Warning of an educational emergency, Sen. Tom Harkin, D-Iowa, proposed a $23 billion school bailout bill last Wednesday that would essentially provide more education stimulus financing to stave off the looming wave of school layoffs.
“;This is not something we can fix in August,”; said Harkin, chairman of the Senate education committee. “;We have to fix it now.”;
Michael J. Petrilli, who served in the Education Department under President George W. Bush, predicted that the bill could attract significant support. But even if it is approved, Petrilli said, it would leave an underlying problem unresolved.
“;Is the federal government going to try to prop up states and districts forever?”; he said. “;If not, we're just kicking the can down the road. Eventually, districts need to learn to live with less.”;
Senior Democratic aides said that because Harkin's bill would add to the deficit, it was unlikely to pass.
A survey by the American Association of School Administrators found that 9 of 10 superintendents expected to lay off school workers for the fall, up from two of three superintendents last year. The survey also found that the percentage considering a four-day school week had jumped to 13 percent, from 2 percent a year ago.

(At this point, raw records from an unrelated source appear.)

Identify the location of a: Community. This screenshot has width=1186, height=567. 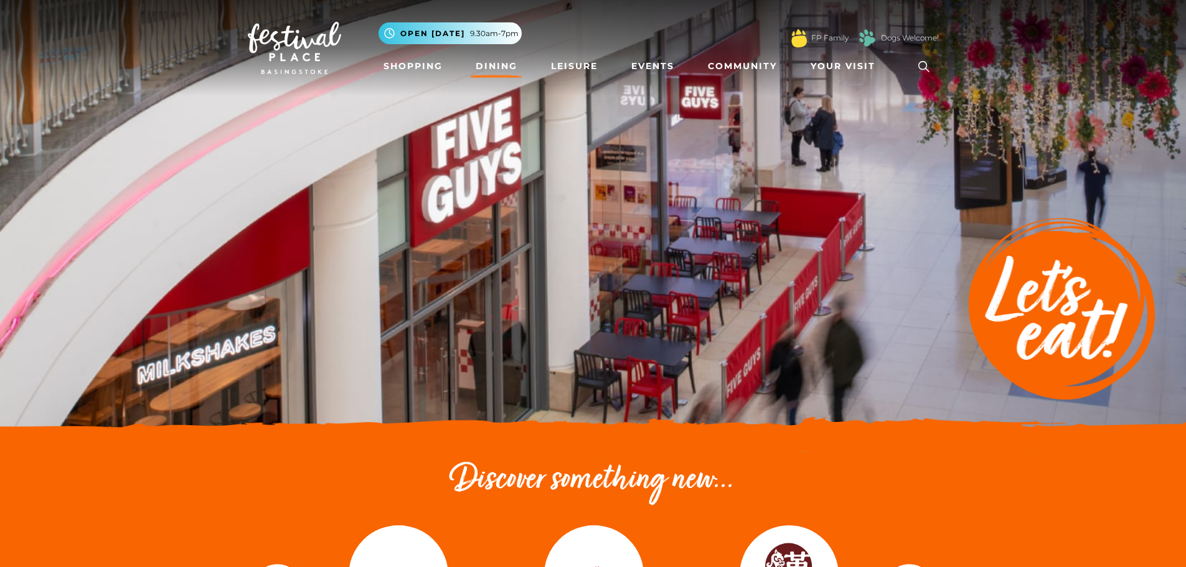
(742, 66).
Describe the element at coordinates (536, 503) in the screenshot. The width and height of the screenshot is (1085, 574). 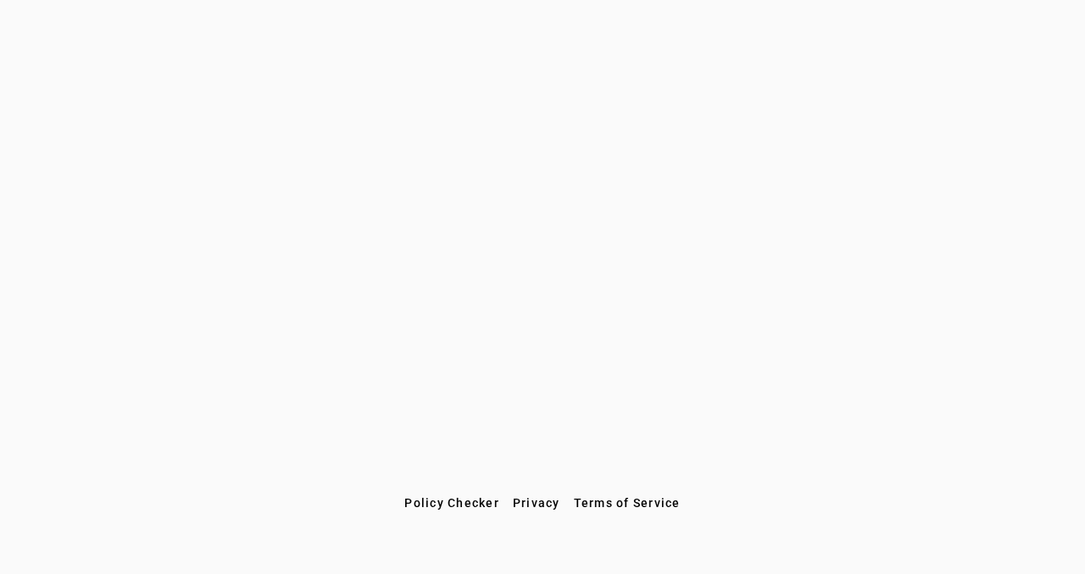
I see `span: Privacy` at that location.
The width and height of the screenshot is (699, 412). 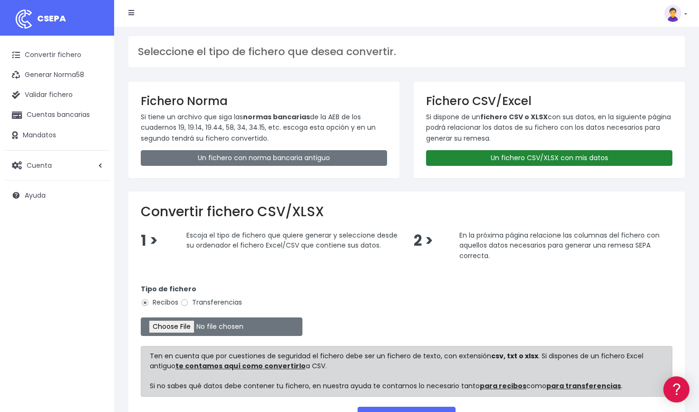 I want to click on span: En la próxima página relacione las columnas del fichero con aquellos datos necesarios para genera..., so click(x=559, y=245).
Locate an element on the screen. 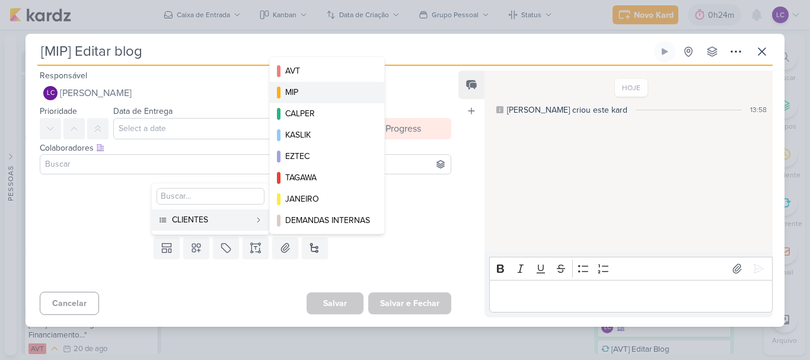  label: Prioridade is located at coordinates (58, 111).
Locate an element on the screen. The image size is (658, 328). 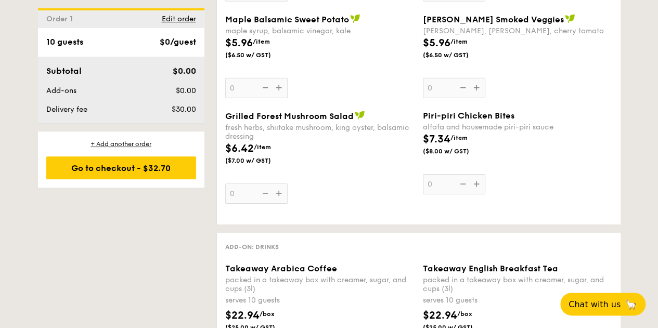
span: Order 1 is located at coordinates (61, 19).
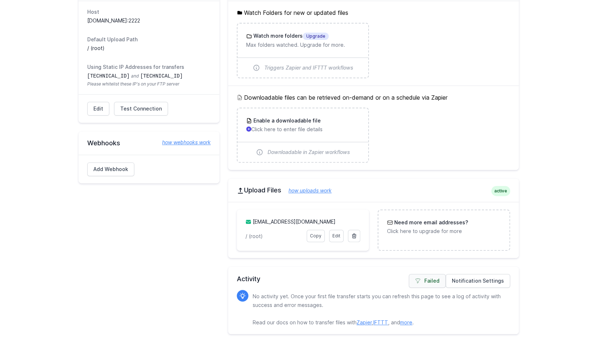  Describe the element at coordinates (306, 190) in the screenshot. I see `a: how uploads work` at that location.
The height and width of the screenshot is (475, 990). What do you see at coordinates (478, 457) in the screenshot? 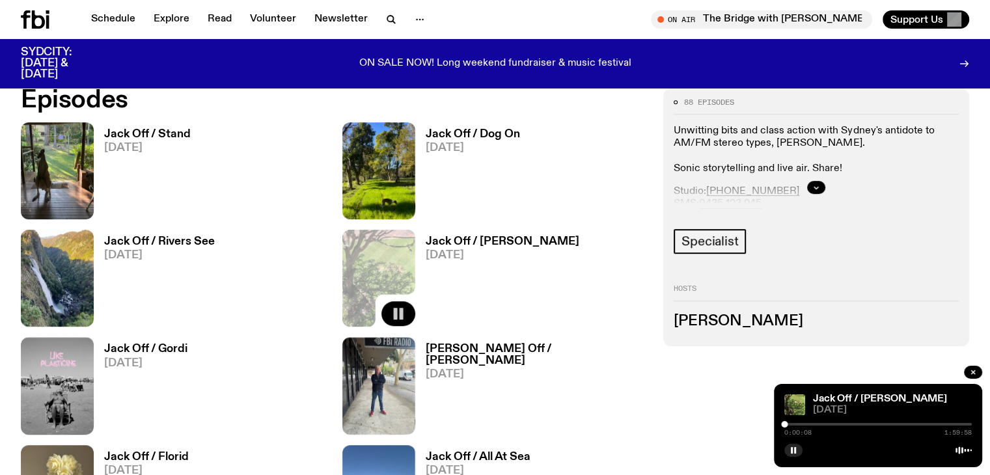
I see `h3: Jack Off / All At Sea` at bounding box center [478, 457].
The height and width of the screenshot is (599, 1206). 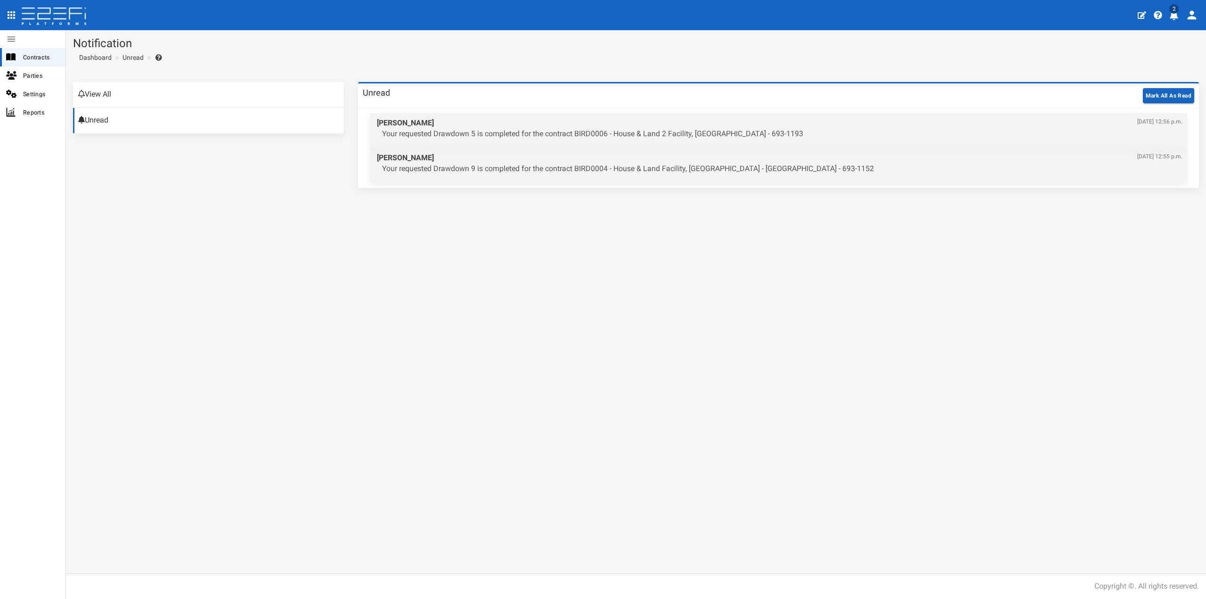 What do you see at coordinates (1146, 586) in the screenshot?
I see `div: Copyright ©. All rights reserved.` at bounding box center [1146, 586].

One of those districts is Atwater-Cosmos-Grove City in Minnesota, which has asked the state to let it shorten the school week. The district's business manager, Dan Tait, called the measure “;another tool in the toolbox”; for reducing costs.

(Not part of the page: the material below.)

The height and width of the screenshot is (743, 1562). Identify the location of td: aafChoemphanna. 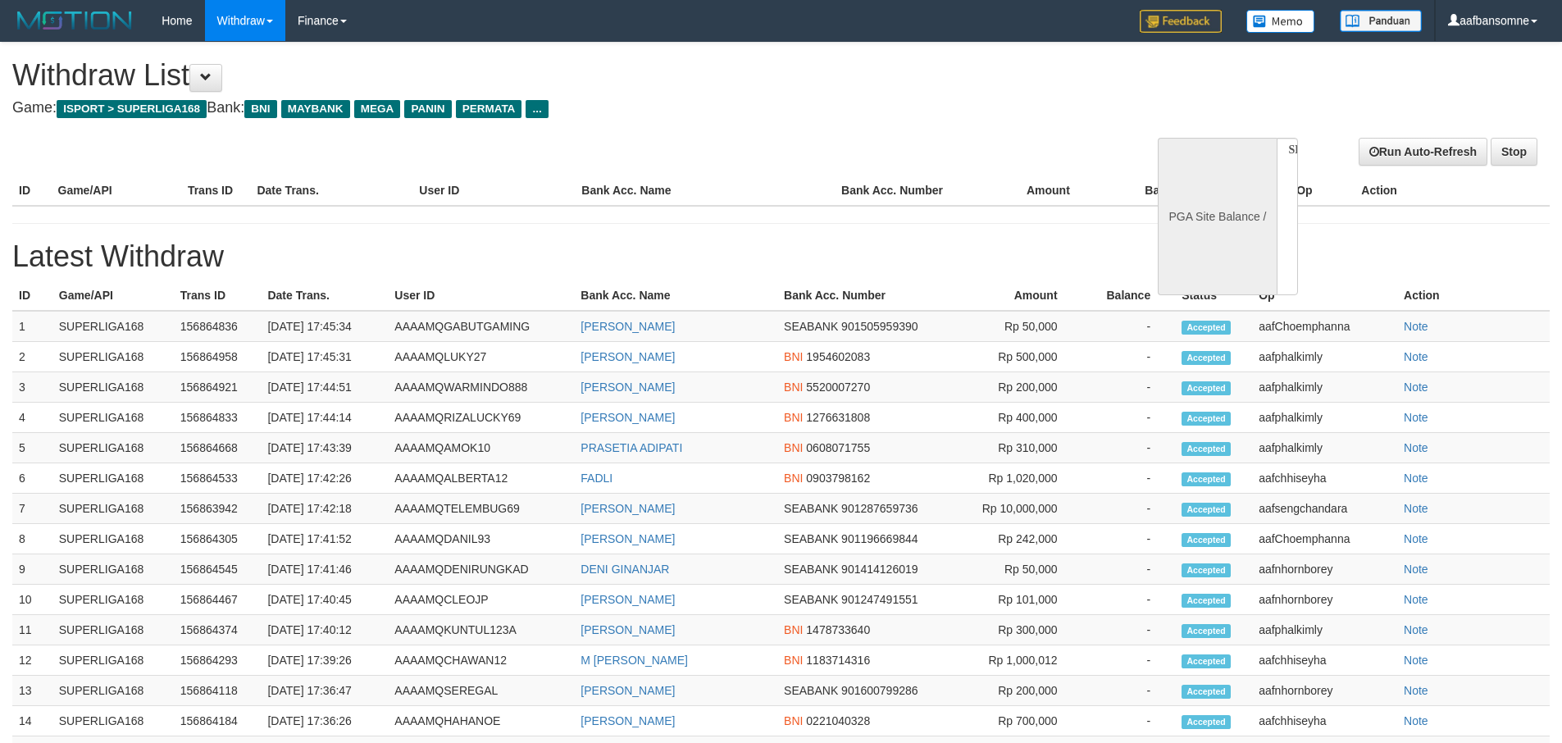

“;We're a district that's spread across 340 square miles, so we spend an inordinate amount of money on transportation for our 812 students,”; Tait said.
The current round of cuts is particularly wrenching, superintendents said, because their financing was already cut to the bone last year. For example, Barbara Thompson, superintendent of the Montgomery public schools in Alabama, said the state used to give her district $975 per student for supplies, technology and library costs.
“;They cut it to zero,”; Thompson said. “;So they can't cut it any more.”;
Not all school systems are in trouble. State mineral revenues, for instance, have largely spared Montana, North Dakota and Wyoming from serious belt-tightening.
But they are the exceptions. In early April, the Flagstaff, Ariz., school district's preliminary list of people who might not have jobs next year included almost a third of its 1,500 employees—every art, music and physical education teacher, every counselor and librarian, every teacher with three or fewer years in the district, and all temporary hires.
By the time reduction-in-force notices went out April 15, though, the number was trimmed to 223 teachers and 47 administrators. And if Arizona voters approve a 1-cent sales tax next month, the cuts will be much less drastic.
In the U-46 district in Elgin, Ill., Jose M. Torres, the superintendent, said he also had to contend with a budgeting roller coaster this spring. At this point, the only uncertainty is whether the district's 53 schools in Chicago's western suburbs will feel “;high pain or low pain,”; Torres said.
Seeking to cut at least $44 million from the district's $400 million budget, Torres has eliminated early childhood classes for 100 children, cut middle school football, increased high school class sizes from 24 to 30 students, drained swimming pools to save chlorine, and dismissed 1,000 employees, including 700 teachers.
“;This stuff really hurts,”; Torres said. And what is worse, he said, “;I think next year will be tougher than this year.”;
David M. Herszenhorn contributed reporting.